Dark Sexy Knight (A Modern Fairytale)(24)
At age nine, he was diagnosed with a condition called intermittent explosive disorder, a condition in which a child or a young adolescent is unable to resist angry impulses, resulting in explosions of rage that are disproportionate to the situation, leading to the possibility of dangerous or destructive behavior.
When his mother shared this diagnosis with Colt’s father and asked for his permission to pursue treatment, she was backhanded across the face for consulting a “quack” and Colt was told to “get himself under f*cking control,” or his father would take “treatment” into his own hands.
In the end, his mother took things into her own hands, sending Colt from their home in Seattle to live with her sister, Jane, in Atlanta the summer after his tenth birthday. Though his mother’s plan was to have him stay for the summer, hoping the distance between father and son would cool them both down, Colt’s parents were killed in a car accident a month later, and he ended up remaining at Aunt Jane’s indefinitely.
And while his aunt had tried to get him to open up about his feelings for several weeks following the accident, Colt simply hadn’t felt very much—or, more accurately, hadn’t wanted to feel very much. It was all too overwhelming. He’d barely gotten his head around the fact that his mother had chosen to send him away and stay behind with his father. How did he feel? He felt like ignoring their deaths, and despite Aunt Jane’s pleas, he refused to go to the funeral with her, opting instead to stay in Atlanta with his uncle and cousin that weekend. He felt like pretending that they were alive, still living their f*cked-up, corrosive, codependent lives together in Seattle.
Finally Aunt Jane gave up on talking to him about them, just as she’d given up on trying to get him to attend the funeral. She told him that when he was ready to talk about his parents, she’d be ready too. That day never came, however, because Colt chose not to think about them, and living with Aunt Jane, Uncle Herman, and Melody made it easy for Colt to move on.
Unlike his father, Uncle Herman didn’t believe in hitting back, and unlike his mother, Aunt Jane didn’t believe in psychiatry, she believed in action. She believed that the key to controlling Colt’s impulses was inner strength and natural supplements, so under her supervision, he practiced yoga twice a week, took Saint-John’s-wort daily, and drank two cups of chamomile and lavender tea before school every day and before bed every night.
With Aunt Jane’s gentleness nurturing him, Colt worked hard to get some measure of control over his outbursts. There were still fights at school from time to time, and freak-outs over homework assignments, but Aunt Jane and Uncle Herman’s home was so warm and loving, Colt was able to develop coping techniques when he felt the rage building—physical exertion helped, and acting in plays, where he could give his fury free rein playing a villain or warrior.
Plus, he learned to conceal his outbursts, letting his anger build until he was in a “safe” place to explode—the woods half a mile from his house, in his car at the deserted quarry, or in the basement of his aunt’s house, where he had a much-abused punching bag hanging from the ceiling. All were safe places to let his anger burst forth uninhibited.
But even when restrained, Colt’s anger was still his constant companion—simmering inside like a kettle on an always-warm stove. By following his Aunt Jane’s recipe, he was mostly able to control himself, but there were still situations that felt beyond his control, and when someone he cared about was threatened, he lost control almost completely.
The fights he had in high school (including one in which he broke a fellow student’s jaw and another’s arm) were almost all in connection to his cousin, Melody. He would never forget the day his Aunt Jane sat down with him at the kitchen table, two cups of chamomile-lavender tea before them, after they’d returned from the courthouse.
“You were acquitted,” she said, toeing off her Sunday shoes under the table, “because the jury was persuaded to believe you were acting by proxy in self-defense of Mel. She couldn’t defend herself, so you did the job for her.”
“They had her hair,” muttered Colt, staring at the table. “They had her by the f*cking hair.”
While Aunt Jane generally reprimanded him for coarse language, she’d let it slide that time.
“And those strands of red hair caught between Bobby Callahan’s fingers are what saved you from prison.”
Colt nodded, remembering how it felt to go looking for Mel after school that day, only to find her on her knees behind the cafeteria by the Dumpster, one boy about to zip down his pants while the other held her ponytail in his fist so she couldn’t escape. Colt could barely remember what happened next. When his brain cleared, Mel was begging him to stop, her sobs breaking through the haze of his fury, while Bobby Callahan and Steven Riley lay in bloody heaps on the asphalt.
“You love her,” said Aunt Jane with soft, heartbreaking simplicity, and Colt nodded, reaching up to swipe away the tears that gathered at the corners of his eyes. “It means the world to me that you love her so much, Colton, but you cannot take on the whole world for her sake.”
But I will, he thought. I will take on the whole f*cking world for Mel if that’s what it takes to keep her safe.
“If you do, you’ll end up in jail. And if you’re in jail, you’ll be no use to her,” said Aunt Jane, reaching for his hand. “You understand me, Colton? You hear me?”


(Assigned task)
All records below should be repeated exactly, with the pictures left out.

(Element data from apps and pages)
********************
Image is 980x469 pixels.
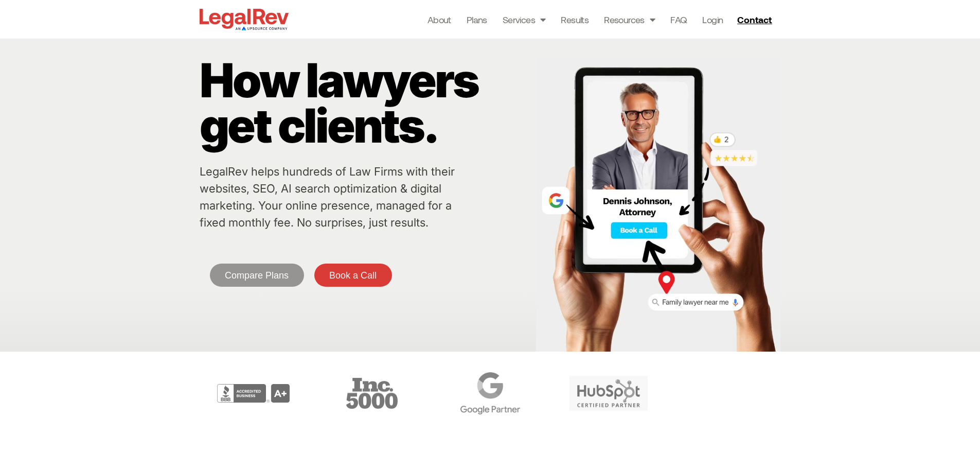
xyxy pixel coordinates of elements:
span: Compare Plans [225,270,289,280]
a: Compare Plans [210,263,304,286]
a: Book a Call [314,263,392,286]
div: 3 / 6 [315,367,429,420]
a: Plans [467,12,488,27]
span: Book a Call [329,270,377,280]
a: Contact [733,11,779,28]
a: About [428,12,452,27]
div: Carousel [197,367,784,420]
div: 4 / 6 [434,367,547,420]
a: Services [502,12,546,27]
a: FAQ [670,12,687,27]
span: Contact [738,15,772,24]
p: How lawyers get clients. [199,58,531,149]
div: 6 / 6 [670,367,784,420]
a: Resources [604,12,655,27]
div: 2 / 6 [197,367,310,420]
a: Login [702,12,723,27]
nav: Menu [428,12,724,27]
a: LegalRev helps hundreds of Law Firms with their websites, SEO, AI search optimization & digital m... [199,165,455,230]
a: Results [561,12,588,27]
div: 5 / 6 [552,367,665,420]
********************
(Output of the task)
Image is 980x469 pixels.
xyxy pixel coordinates of elements:
span: Compare Plans [225,270,289,280]
a: Compare Plans [210,263,304,286]
a: Book a Call [314,263,392,286]
div: 3 / 6 [315,367,429,420]
a: Plans [467,12,488,27]
span: Book a Call [329,270,377,280]
a: Contact [733,11,779,28]
a: About [428,12,452,27]
div: Carousel [197,367,784,420]
div: 4 / 6 [434,367,547,420]
a: Services [502,12,546,27]
a: FAQ [670,12,687,27]
span: Contact [738,15,772,24]
p: How lawyers get clients. [199,58,531,149]
div: 6 / 6 [670,367,784,420]
a: Resources [604,12,655,27]
div: 2 / 6 [197,367,310,420]
a: Login [702,12,723,27]
nav: Menu [428,12,724,27]
a: LegalRev helps hundreds of Law Firms with their websites, SEO, AI search optimization & digital m... [199,165,455,230]
a: Results [561,12,588,27]
div: 5 / 6 [552,367,665,420]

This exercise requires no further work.